Story is one of the most powerful tools that humans use to under- stand and communicate with the outside world. Part evolutionary feature, part survival mechanism harking back to Paleolithic times, part communication tool—story powers the human brain. Story- based cognitive function is so powerful that neuroscientists have a term for it when it doesn’t work: dysnarrativia, the inability to under- stand or construct stories. Narrative cognition is so central to how humans operate that not having it is debilitating. Like living with amnesia, it is difficult, if not impossible, to function normally. Story, and its underlying architecture, powers the ability to understand what happened in the past, what happens in the moment, or what will happen in the future. It’s a framework and a lens with which humans comprehend everything.

Whether you plan for it or not, your customers use their story-driven brains to understand your product and what it’s like to use your product. They also use their story-driven brains to tell others about your product. The better the story, the better the experience, the better the word of mouth.

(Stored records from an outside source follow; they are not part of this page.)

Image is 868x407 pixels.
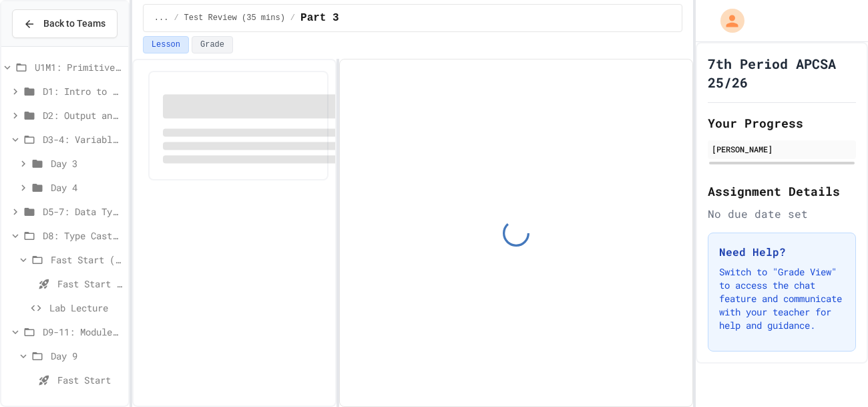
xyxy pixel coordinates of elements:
span: D2: Output and Compiling Code [43,108,123,122]
span: Test Review (35 mins) [184,13,285,23]
span: D5-7: Data Types and Number Calculations [43,205,123,219]
button: Lesson [143,36,189,54]
div: My Account [706,5,748,36]
span: Fast Start [58,373,123,387]
button: Back to Teams [12,10,118,38]
span: D3-4: Variables and Input [43,133,123,146]
span: D9-11: Module Wrap Up [43,325,123,339]
span: Fast Start (5 mins) [51,253,123,266]
h3: Need Help? [719,244,845,260]
div: [PERSON_NAME] [712,143,852,155]
span: / [291,13,296,23]
div: No due date set [708,206,856,222]
span: Lab Lecture [50,301,123,315]
h2: Your Progress [708,113,856,133]
span: Day 4 [51,181,123,194]
span: ... [154,13,169,23]
span: D1: Intro to APCSA [43,84,123,99]
span: D8: Type Casting [43,228,123,243]
span: Part 3 [300,10,339,26]
span: Day 9 [51,348,123,363]
h1: 7th Period APCSA 25/26 [708,54,856,92]
span: U1M1: Primitives, Variables, Basic I/O [35,61,123,74]
span: Back to Teams [44,17,105,30]
h2: Assignment Details [708,182,856,200]
button: Grade [192,36,233,54]
span: Fast Start pt.1 [58,276,123,291]
p: Switch to "Grade View" to access the chat feature and communicate with your teacher for help and ... [719,265,845,332]
span: / [174,13,178,23]
span: Day 3 [51,156,123,171]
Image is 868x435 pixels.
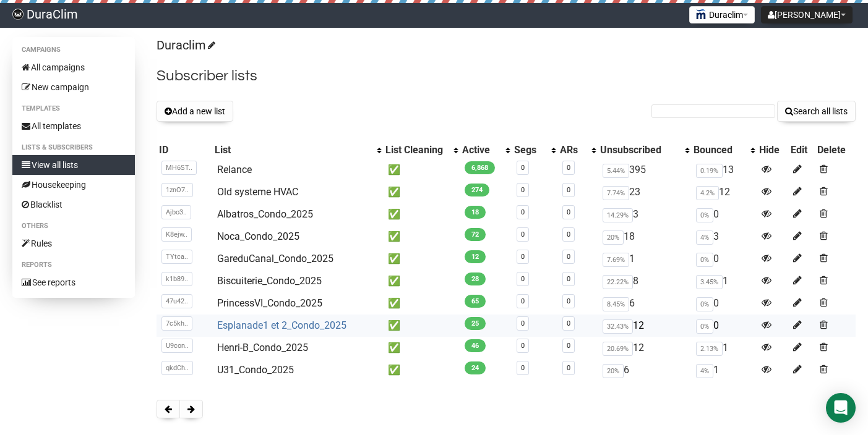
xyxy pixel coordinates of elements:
a: Rules [12,233,135,253]
a: Esplanade1 et 2_Condo_2025 [217,319,347,331]
a: Old systeme HVAC [217,186,298,198]
td: 0 [691,248,757,270]
a: 0 [521,364,524,372]
span: 18 [465,206,485,219]
div: Segs [514,144,545,156]
td: ✅ [383,314,460,337]
div: ID [159,144,210,156]
th: Edit: No sort applied, sorting is disabled [788,141,815,159]
span: 3.45% [696,275,722,289]
span: 7.69% [602,253,629,267]
th: Unsubscribed: No sort applied, activate to apply an ascending sort [597,141,691,159]
div: Delete [817,144,853,156]
li: Templates [12,101,135,116]
a: Housekeeping [12,175,135,194]
div: List Cleaning [385,144,447,156]
th: List Cleaning: No sort applied, activate to apply an ascending sort [383,141,460,159]
a: 0 [521,208,524,216]
img: 5aae60644da9539b7f169657dce89381 [12,9,23,20]
span: 65 [465,294,485,308]
th: Hide: No sort applied, sorting is disabled [756,141,787,159]
td: 12 [597,314,691,337]
a: New campaign [12,77,135,97]
a: 0 [521,186,524,194]
span: qkdCh.. [161,360,193,375]
span: 4% [696,364,713,378]
td: 13 [691,159,757,181]
span: 0% [696,297,713,312]
td: 6 [597,292,691,314]
th: ID: No sort applied, sorting is disabled [156,141,212,159]
span: 6,868 [465,161,495,175]
span: 4% [696,231,713,245]
li: Reports [12,258,135,272]
a: 0 [567,297,570,305]
span: 25 [465,317,485,330]
a: Duraclim [156,38,213,53]
th: ARs: No sort applied, activate to apply an ascending sort [557,141,597,159]
img: 1.png [696,9,705,19]
a: 0 [567,208,570,216]
span: 72 [465,228,485,241]
a: U31_Condo_2025 [217,364,294,375]
span: 5.44% [602,164,629,178]
td: ✅ [383,159,460,181]
a: GareduCanal_Condo_2025 [217,253,333,265]
span: 7.74% [602,186,629,200]
a: Henri-B_Condo_2025 [217,341,308,353]
td: 1 [691,270,757,292]
a: 0 [567,275,570,283]
a: Relance [217,164,251,175]
span: 7c5kh.. [161,316,192,331]
a: View all lists [12,155,135,175]
a: 0 [521,275,524,283]
span: k1b89.. [161,272,192,286]
td: ✅ [383,292,460,314]
li: Campaigns [12,43,135,57]
a: 0 [567,319,570,327]
a: 0 [567,253,570,260]
a: 0 [567,164,570,172]
div: List [215,144,371,156]
a: 0 [521,297,524,305]
td: ✅ [383,270,460,292]
a: 0 [567,341,570,350]
a: All templates [12,116,135,136]
th: Delete: No sort applied, sorting is disabled [815,141,855,159]
span: 47u42.. [161,294,192,308]
button: Duraclim [689,6,754,23]
span: 8.45% [602,297,629,312]
button: Search all lists [777,101,855,122]
span: U9con.. [161,338,193,353]
td: ✅ [383,337,460,359]
a: 0 [567,186,570,194]
td: ✅ [383,359,460,381]
td: 3 [691,226,757,248]
span: 14.29% [602,208,633,222]
span: 24 [465,361,485,375]
td: 0 [691,292,757,314]
span: 4.2% [696,186,719,200]
span: 12 [465,250,485,263]
td: ✅ [383,203,460,226]
td: 1 [597,248,691,270]
div: ARs [560,144,585,156]
td: 6 [597,359,691,381]
a: Blacklist [12,194,135,214]
span: 274 [465,184,489,197]
span: Ajbo3.. [161,205,191,219]
span: 28 [465,272,485,285]
div: Hide [759,144,785,156]
span: 0% [696,253,713,267]
a: Albatros_Condo_2025 [217,208,313,220]
a: 0 [521,253,524,260]
td: 395 [597,159,691,181]
a: Biscuiterie_Condo_2025 [217,275,322,287]
a: 0 [567,364,570,372]
a: 0 [521,341,524,350]
span: 22.22% [602,275,633,289]
td: 8 [597,270,691,292]
a: See reports [12,272,135,292]
span: K8ejw.. [161,227,192,241]
td: 12 [597,337,691,359]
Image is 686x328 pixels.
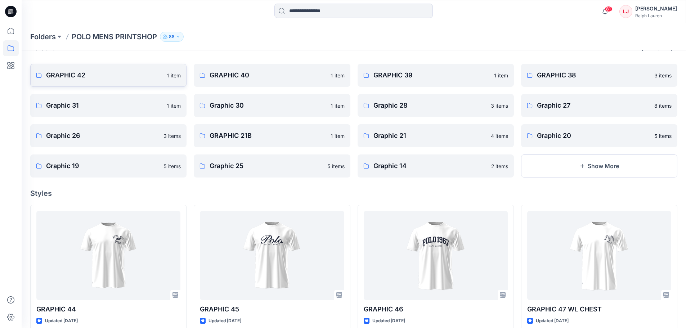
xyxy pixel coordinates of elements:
[194,94,350,117] a: Graphic 301 item
[357,64,514,87] a: GRAPHIC 391 item
[373,131,486,141] p: Graphic 21
[169,33,175,41] p: 88
[46,131,159,141] p: Graphic 26
[36,211,180,300] a: GRAPHIC 44
[327,162,344,170] p: 5 items
[46,100,162,110] p: Graphic 31
[635,13,677,18] div: Ralph Lauren
[373,161,487,171] p: Graphic 14
[163,162,181,170] p: 5 items
[30,124,186,147] a: Graphic 263 items
[494,72,508,79] p: 1 item
[30,64,186,87] a: GRAPHIC 421 item
[521,94,677,117] a: Graphic 278 items
[373,100,486,110] p: Graphic 28
[194,154,350,177] a: Graphic 255 items
[357,154,514,177] a: Graphic 142 items
[194,64,350,87] a: GRAPHIC 401 item
[537,131,650,141] p: Graphic 20
[330,102,344,109] p: 1 item
[209,100,326,110] p: Graphic 30
[654,72,671,79] p: 3 items
[491,162,508,170] p: 2 items
[330,132,344,140] p: 1 item
[30,189,677,198] h4: Styles
[373,70,489,80] p: GRAPHIC 39
[208,317,241,325] p: Updated [DATE]
[36,304,180,314] p: GRAPHIC 44
[521,154,677,177] button: Show More
[46,161,159,171] p: Graphic 19
[490,102,508,109] p: 3 items
[357,124,514,147] a: Graphic 214 items
[167,102,181,109] p: 1 item
[654,132,671,140] p: 5 items
[30,94,186,117] a: Graphic 311 item
[604,6,612,12] span: 81
[537,100,650,110] p: Graphic 27
[200,211,344,300] a: GRAPHIC 45
[357,94,514,117] a: Graphic 283 items
[521,64,677,87] a: GRAPHIC 383 items
[200,304,344,314] p: GRAPHIC 45
[209,161,322,171] p: Graphic 25
[535,317,568,325] p: Updated [DATE]
[167,72,181,79] p: 1 item
[194,124,350,147] a: GRAPHIC 21B1 item
[30,32,56,42] a: Folders
[160,32,184,42] button: 88
[527,211,671,300] a: GRAPHIC 47 WL CHEST
[372,317,405,325] p: Updated [DATE]
[209,131,326,141] p: GRAPHIC 21B
[537,70,650,80] p: GRAPHIC 38
[527,304,671,314] p: GRAPHIC 47 WL CHEST
[363,304,507,314] p: GRAPHIC 46
[635,4,677,13] div: [PERSON_NAME]
[209,70,326,80] p: GRAPHIC 40
[45,317,78,325] p: Updated [DATE]
[521,124,677,147] a: Graphic 205 items
[363,211,507,300] a: GRAPHIC 46
[30,154,186,177] a: Graphic 195 items
[46,70,162,80] p: GRAPHIC 42
[654,102,671,109] p: 8 items
[330,72,344,79] p: 1 item
[72,32,157,42] p: POLO MENS PRINTSHOP
[619,5,632,18] div: LJ
[490,132,508,140] p: 4 items
[163,132,181,140] p: 3 items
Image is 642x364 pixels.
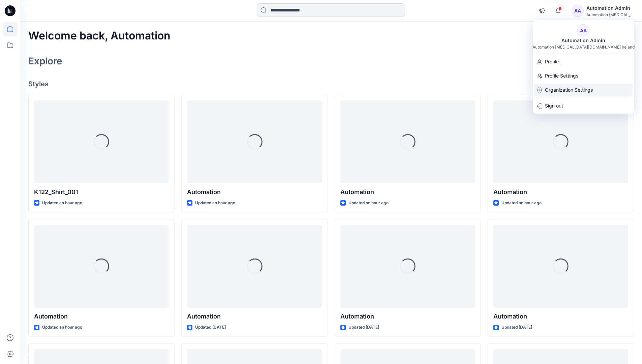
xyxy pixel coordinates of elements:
div: AA [572,5,584,17]
h4: Styles [28,80,634,88]
p: Sign out [545,99,563,112]
a: Profile [533,55,634,68]
p: Profile Settings [545,69,578,82]
p: Automation [341,187,475,197]
p: Profile [545,55,559,68]
h2: Welcome back, Automation [28,30,171,42]
div: Automation [MEDICAL_DATA]... [587,12,634,17]
p: Updated an hour ago [42,199,82,207]
p: Automation [341,312,475,321]
div: Automation Admin [587,4,634,12]
p: Automation [187,187,322,197]
p: Updated [DATE] [349,324,379,331]
p: K122_Shirt_001 [34,187,169,197]
p: Updated an hour ago [42,324,82,331]
p: Automation [493,187,628,197]
p: Updated [DATE] [501,324,532,331]
p: Automation [187,312,322,321]
p: Organization Settings [545,83,593,96]
a: Profile Settings [533,69,634,82]
p: Updated an hour ago [501,199,542,207]
div: Automation Admin [558,36,609,44]
p: Updated an hour ago [349,199,389,207]
p: Updated [DATE] [195,324,226,331]
p: Updated an hour ago [195,199,235,207]
p: Automation [493,312,628,321]
a: Organization Settings [533,83,634,96]
p: Automation [34,312,169,321]
div: AA [577,24,590,36]
div: Automation [MEDICAL_DATA][DOMAIN_NAME] Ireland [533,44,635,50]
h2: Explore [28,56,62,66]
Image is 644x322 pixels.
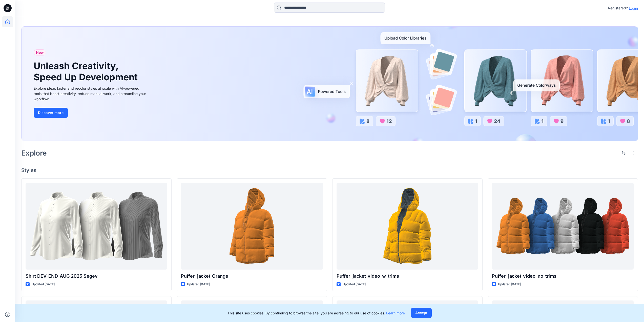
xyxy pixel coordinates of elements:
p: Updated [DATE] [31,282,55,287]
a: Learn more [386,311,405,315]
button: Accept [411,308,431,318]
p: Shirt DEV-END_AUG 2025 Segev [26,272,167,279]
p: Updated [DATE] [187,282,210,287]
p: Registered? [608,5,627,11]
p: Login [629,6,638,11]
button: Discover more [34,108,68,118]
a: Puffer_jacket_Orange [180,182,322,270]
h2: Explore [21,149,47,157]
a: Shirt DEV-END_AUG 2025 Segev [26,182,167,270]
p: Updated [DATE] [498,282,520,287]
h4: Styles [21,167,638,173]
p: This site uses cookies. By continuing to browse the site, you are agreeing to our use of cookies. [227,310,405,316]
span: New [36,49,44,55]
p: Updated [DATE] [342,282,366,287]
p: Puffer_jacket_video_no_trims [492,272,634,279]
a: Discover more [34,108,148,118]
h1: Unleash Creativity, Speed Up Development [34,60,140,82]
p: Puffer_jacket_Orange [180,272,322,279]
div: Explore ideas faster and recolor styles at scale with AI-powered tools that boost creativity, red... [34,86,148,101]
p: Puffer_jacket_video_w_trims [336,272,478,279]
a: Puffer_jacket_video_w_trims [336,182,478,270]
a: Puffer_jacket_video_no_trims [492,182,634,270]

More specifically, when people experience something with a story at its foundation—whether it entails watching a movie, riding a roller- coaster, or using a website—their brains are activated. They are more likely not just to have a good experience, but to:

  • Remember the experience.
  • See value in what was experienced.
  • See utility in what they did during that experience.
  • Have an easier time doing whatever they were trying to accomplish.
  • Want to repeat that experience.

All of this fits under the umbrella of engagement.

If you’re in the business of building products that engage, it’s your job to consider the story that you and your business want your customers to experience. In this book, you will learn how to map that story—or stories—and align everything you and your business do so that it supports that story. For your customer. And your business. It works for movies, and it will work for you.